* WORK REQUEST *
Beneath this line are entries. Copy the range from the line with "Image resolution: width=1301" to the line with "click on Game", ends included, exactly; leave pictures out.

Start of GIVEN RECORDS

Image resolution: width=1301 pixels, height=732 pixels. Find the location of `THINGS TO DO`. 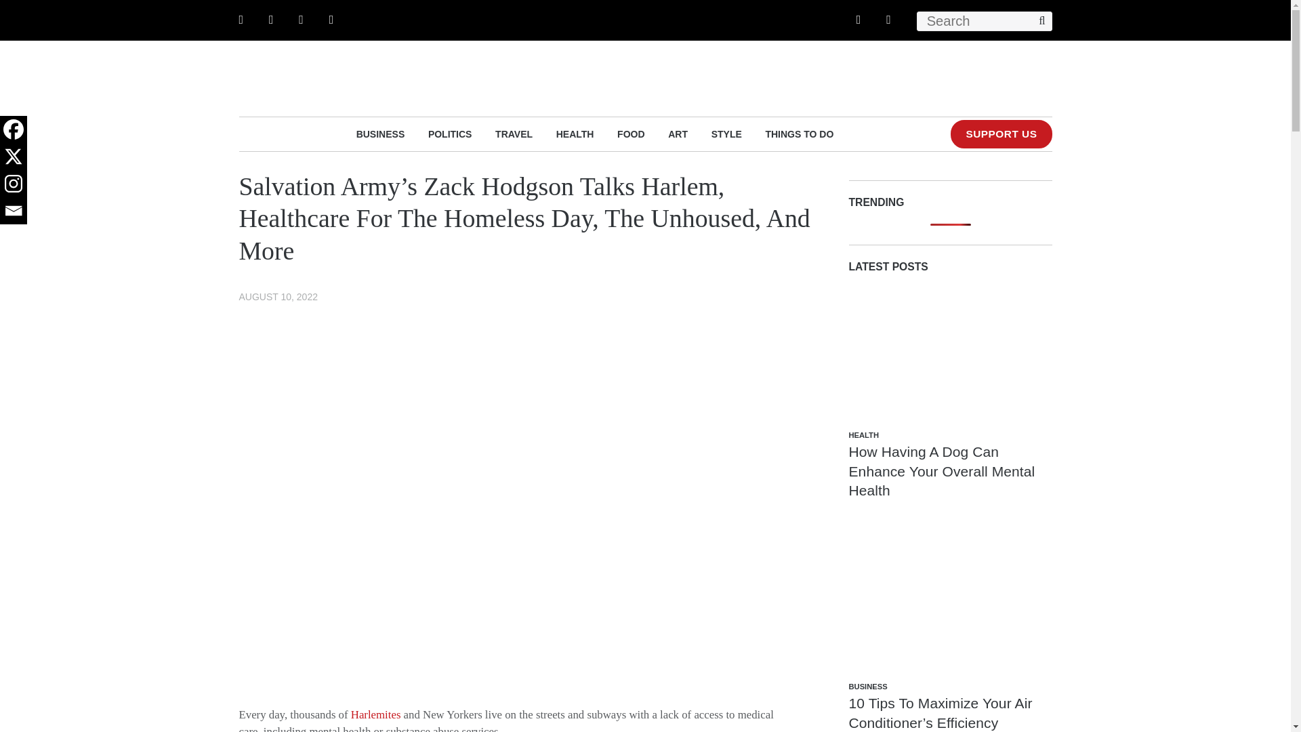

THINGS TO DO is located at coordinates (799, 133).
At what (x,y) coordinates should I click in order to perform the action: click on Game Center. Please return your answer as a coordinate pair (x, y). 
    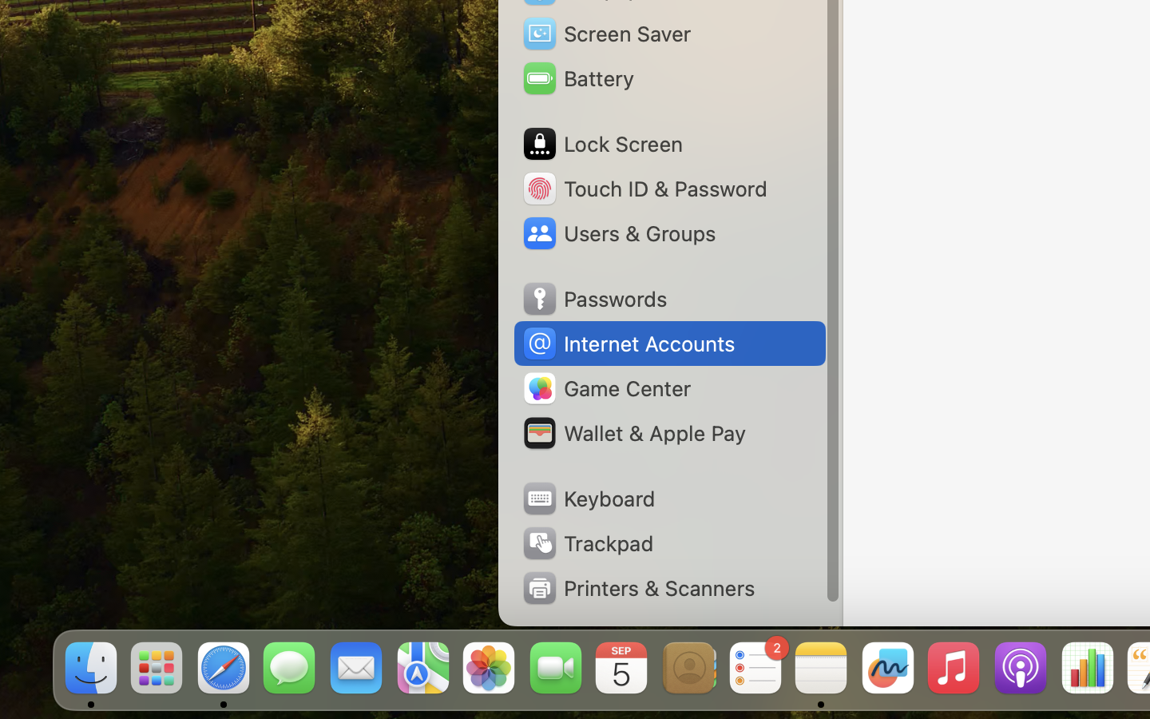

End of GIVEN RECORDS
Start of GIVEN RECORDS

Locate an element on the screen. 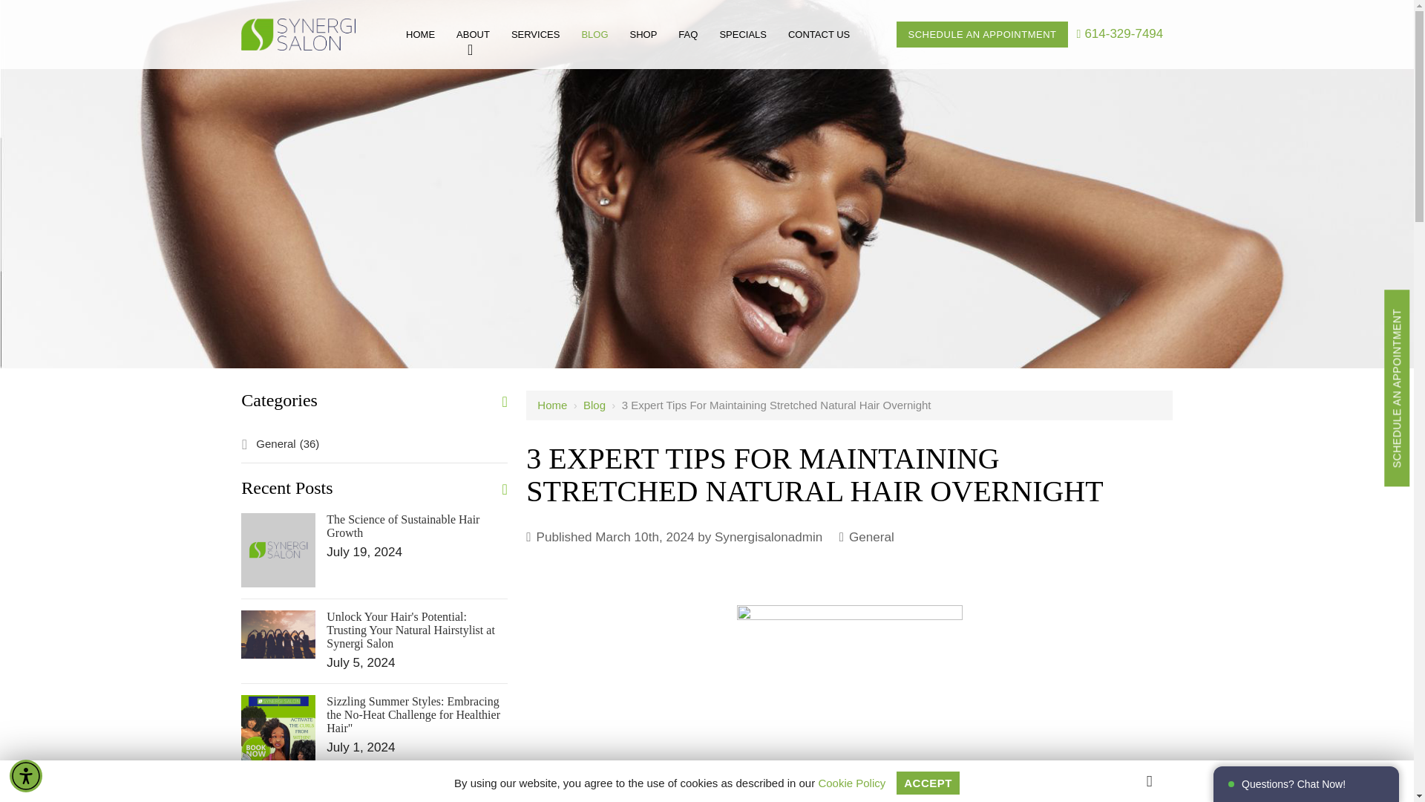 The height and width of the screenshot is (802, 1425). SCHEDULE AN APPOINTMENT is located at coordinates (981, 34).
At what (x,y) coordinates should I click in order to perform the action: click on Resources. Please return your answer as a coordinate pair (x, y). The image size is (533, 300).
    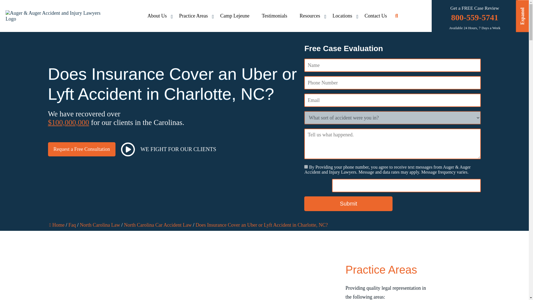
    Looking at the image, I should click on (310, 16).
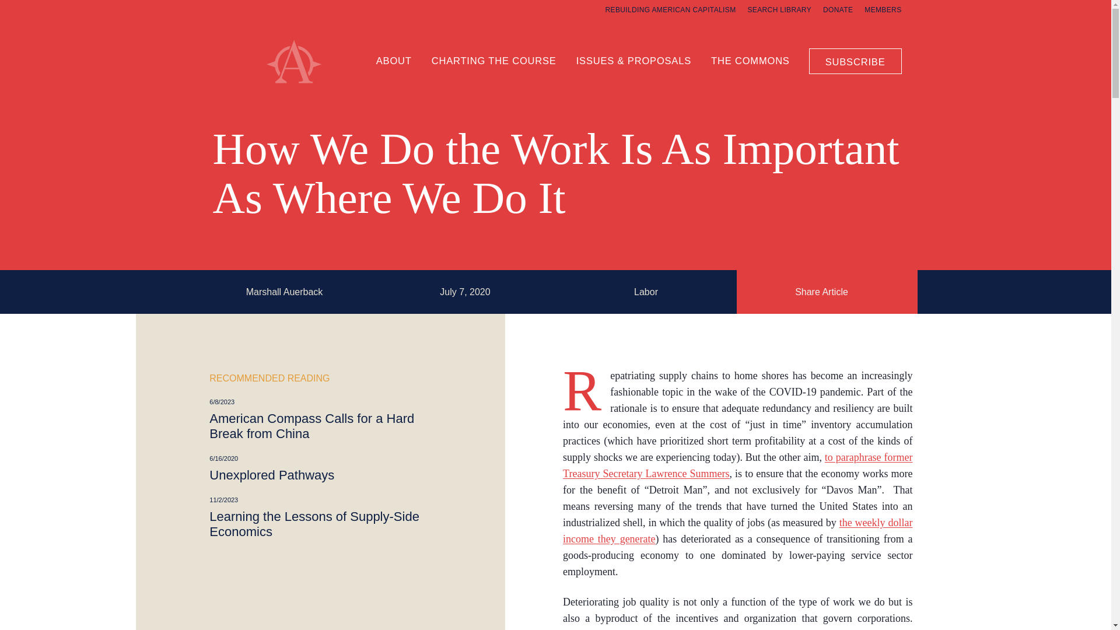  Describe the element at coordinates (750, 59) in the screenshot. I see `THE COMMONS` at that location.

End of GIVEN RECORDS
Start of GIVEN RECORDS

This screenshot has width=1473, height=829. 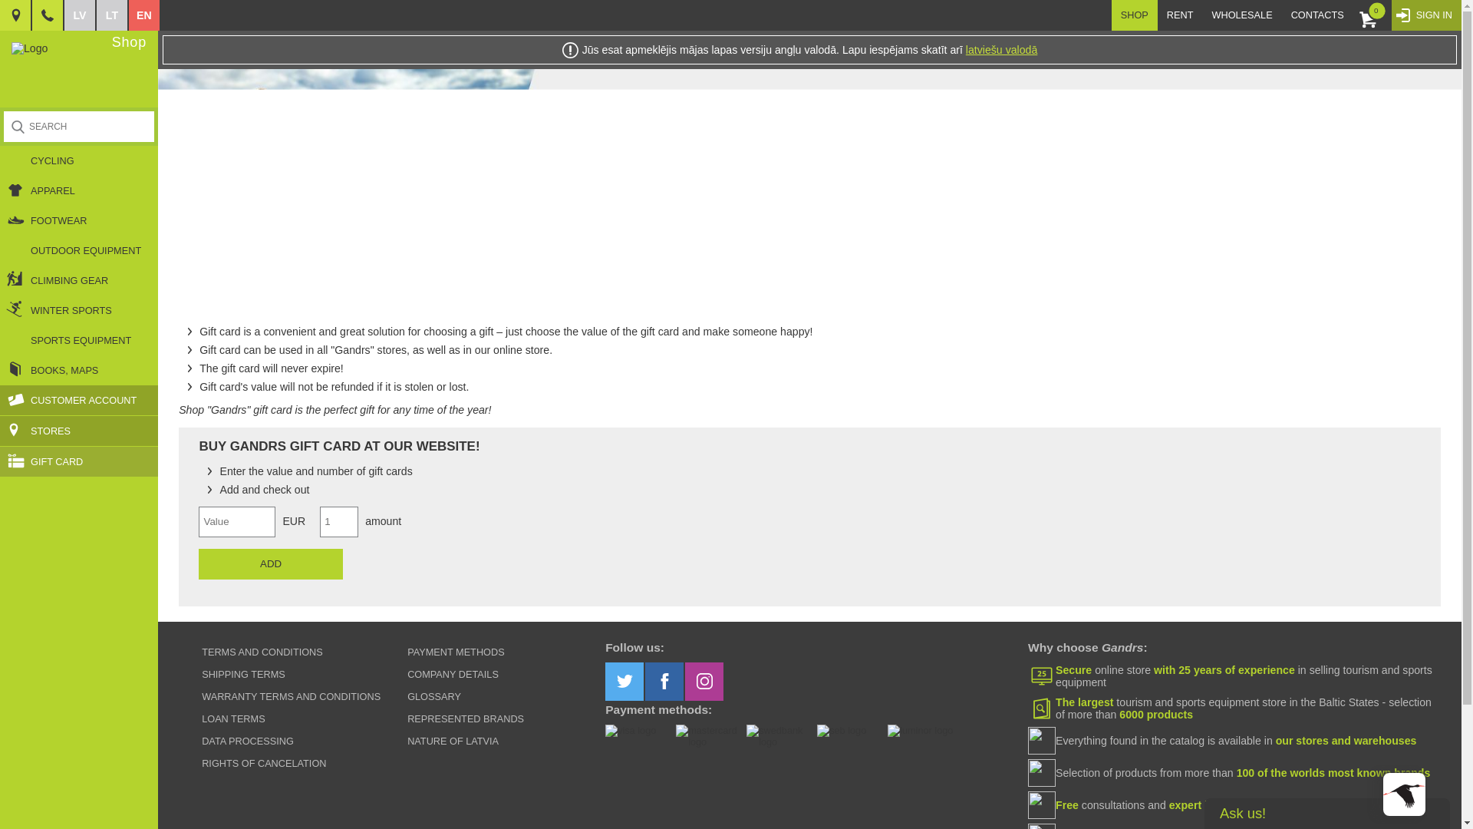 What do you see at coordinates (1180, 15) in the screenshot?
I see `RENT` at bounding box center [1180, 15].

End of GIVEN RECORDS

* TASK SOLUTION *
Image resolution: width=1301 pixels, height=732 pixels. Find the location of `THINGS TO DO`. 

THINGS TO DO is located at coordinates (799, 133).
At what (x,y) coordinates should I click in order to perform the action: click on Game Center. Please return your answer as a coordinate pair (x, y). 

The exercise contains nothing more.